CHICAGO – The increasingly complex world of advanced, targeted TV advertising may settle down into an accepted norm of multiple standards, buying channels and viewer identity profiles – as long as there are sufficient connectors to translate between each of them.
In the latest move, OpenID, the US TV network consortium, is launching its own such identity system.
In this video interview with Beet.TV, Matt Spiegel, who runs the media division of TransUnion, explains how the identity system, powered by his company, will work.
Powering ID
“Each of these different players in the industry need to create an understanding of identity and be able to translate that across different platforms and have the right connect connection points,” Spiegel says. “They all have to be able to translate from one data set to another, from one identity to another.
“In order to do that behind the scenes, you’ve got to have the right different data matching mechanisms … called ‘crosswalks’ … to maintain a translation layer from one ID set to another. What we’re doing is giving … the OpenAP ID that ability.

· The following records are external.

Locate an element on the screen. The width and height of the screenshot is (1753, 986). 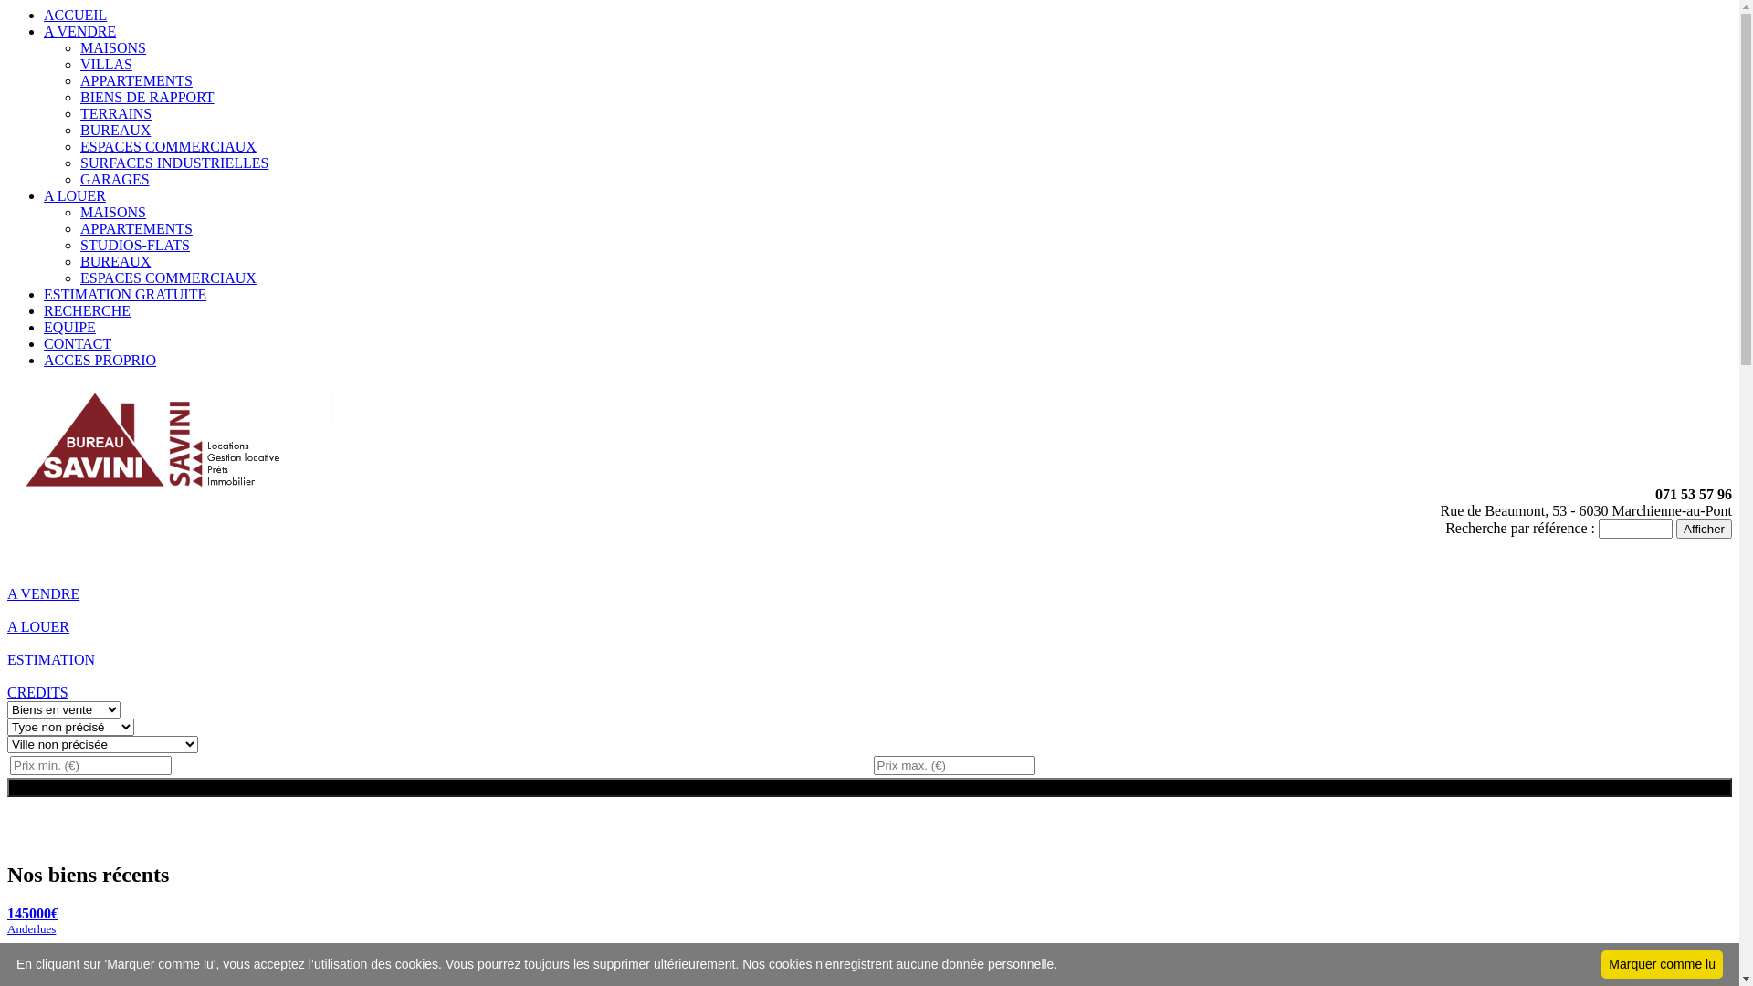
ESPACES COMMERCIAUX is located at coordinates (168, 146).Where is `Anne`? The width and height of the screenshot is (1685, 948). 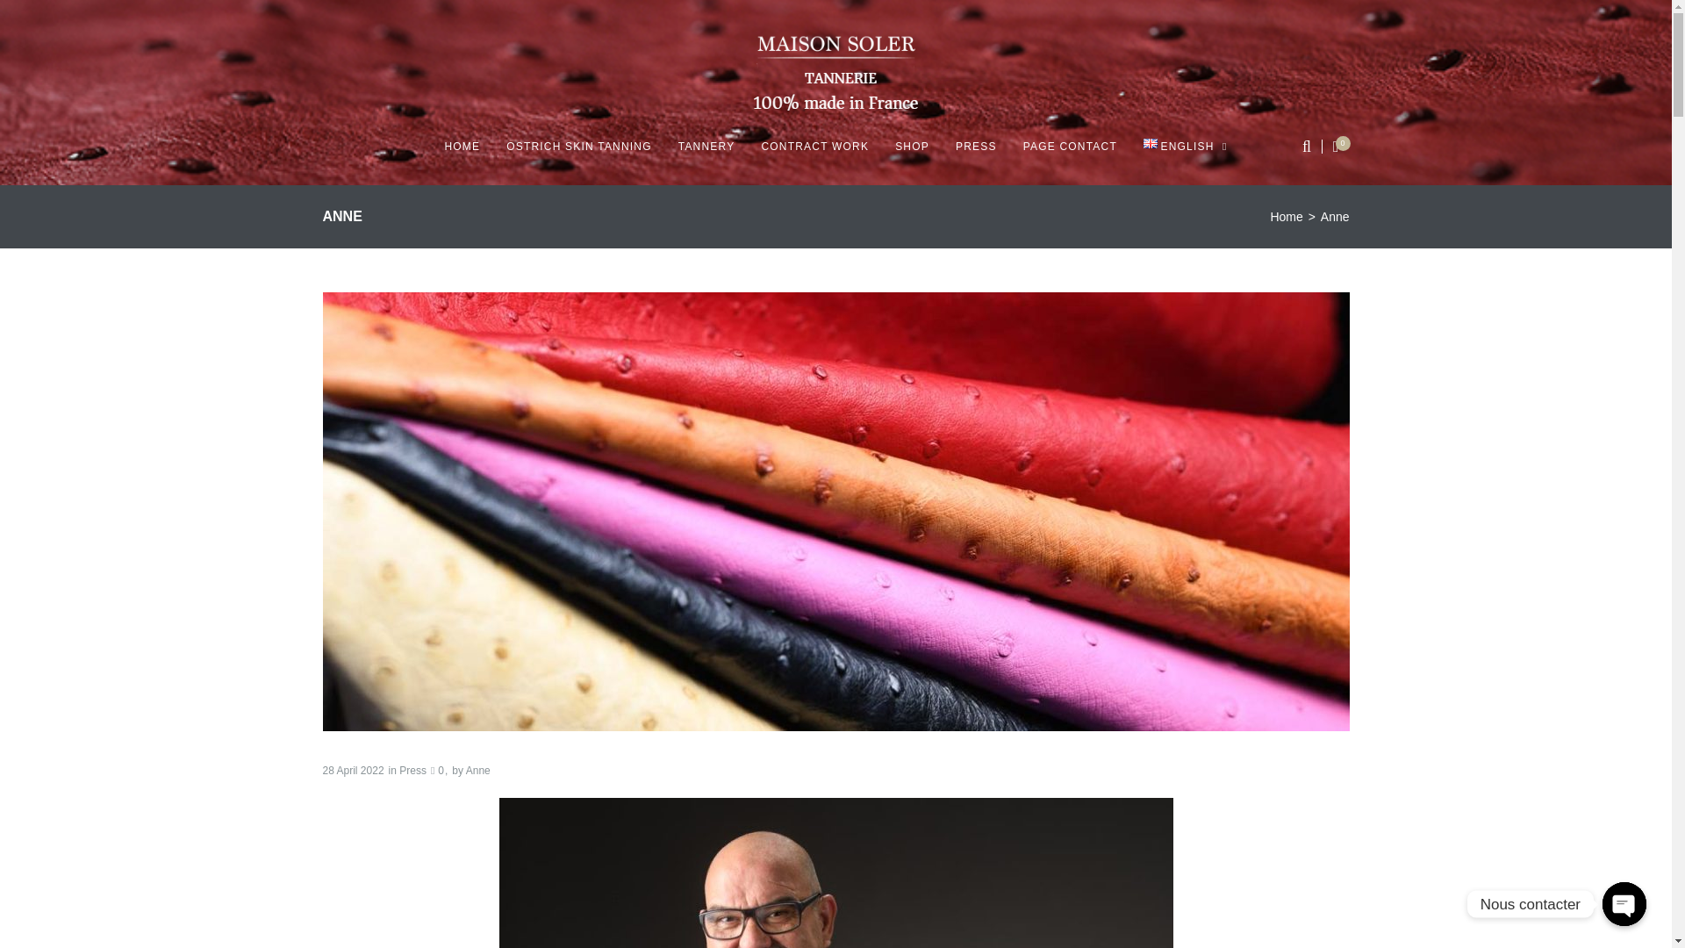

“When they work with their network partners or their advertising partners, because it’s underpinned by TransUnion’s intelligence and we are connected to all these different ID sets, the ability is (for targeting) to … start anywhere. (For example), start with a client’s first-party data, start with the network’s first party data, start with a third-party available data.”
OpenAP’s progress
OpenAP is a way for ad buyers to buy across AMC Networks, Fox, NBC Universal, ViacomCBS, Univision and The Weather Channel properties.
Launched three years ago, OpenAP first aimed to harmonize the meta data descriptions used by a variety of TV broadcasters in order to make selling more scaleable.
Then it made a step-change by launching an actual marketplace through which ad buyers can purchase data-driven TV ads across those networks from OpenAP itself, or else through buying platforms with OpenAP integrations.
And it launched a supply-side platform (SSP) in January.
Start anywhere
It announced its OpenID in April, calling it a “a consistent person-level audience definition that is unified across linear and digital video environments and enables efficient matching with viewership currencies for distribution to multiple television publishers, evolving advanced TV from age and gender demographics to ID-based targeting”.